==== Data supplied

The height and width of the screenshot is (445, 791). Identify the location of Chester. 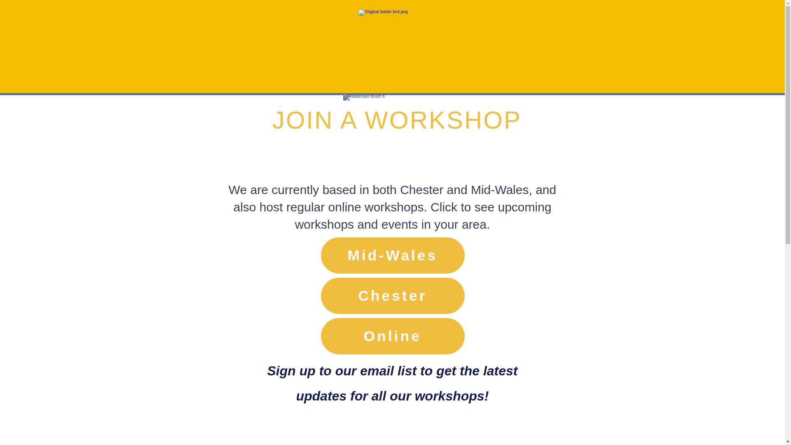
(392, 296).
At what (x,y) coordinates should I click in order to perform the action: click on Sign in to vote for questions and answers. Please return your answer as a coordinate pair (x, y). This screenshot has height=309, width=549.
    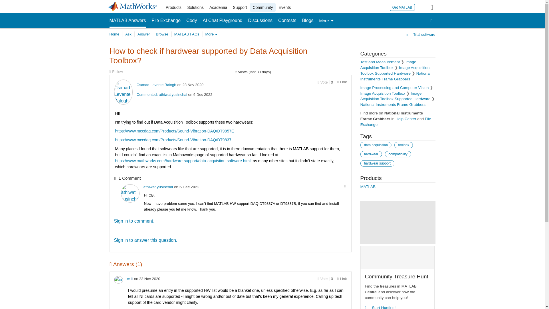
    Looking at the image, I should click on (323, 82).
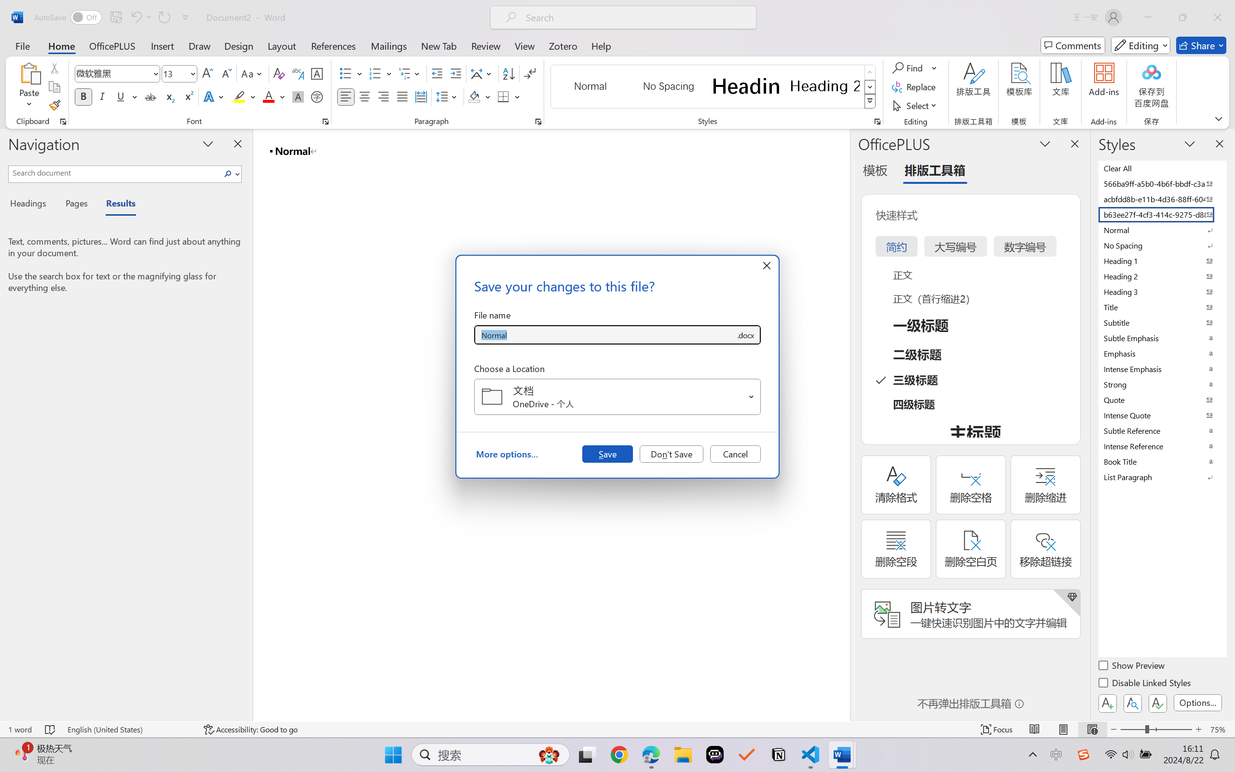  What do you see at coordinates (636, 17) in the screenshot?
I see `Microsoft search` at bounding box center [636, 17].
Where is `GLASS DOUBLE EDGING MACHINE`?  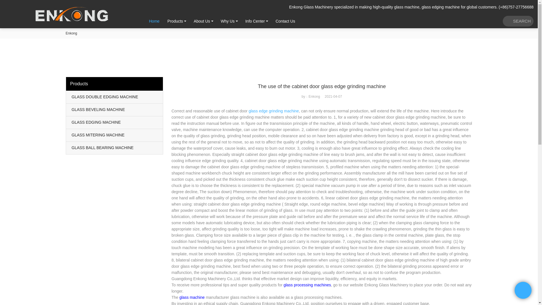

========

* **About this exercise**: Could you retype all the entries exactly, skipping the pictures?

* **Answer box**:
The height and width of the screenshot is (445, 791). Identify the location of Chester. 
(392, 296).
At what (x,y) coordinates should I click in order to perform the action: click on Sign in to vote for questions and answers. Please return your answer as a coordinate pair (x, y). This screenshot has height=309, width=549.
    Looking at the image, I should click on (323, 82).
  What do you see at coordinates (636, 17) in the screenshot?
I see `Microsoft search` at bounding box center [636, 17].
Where is `GLASS DOUBLE EDGING MACHINE`?  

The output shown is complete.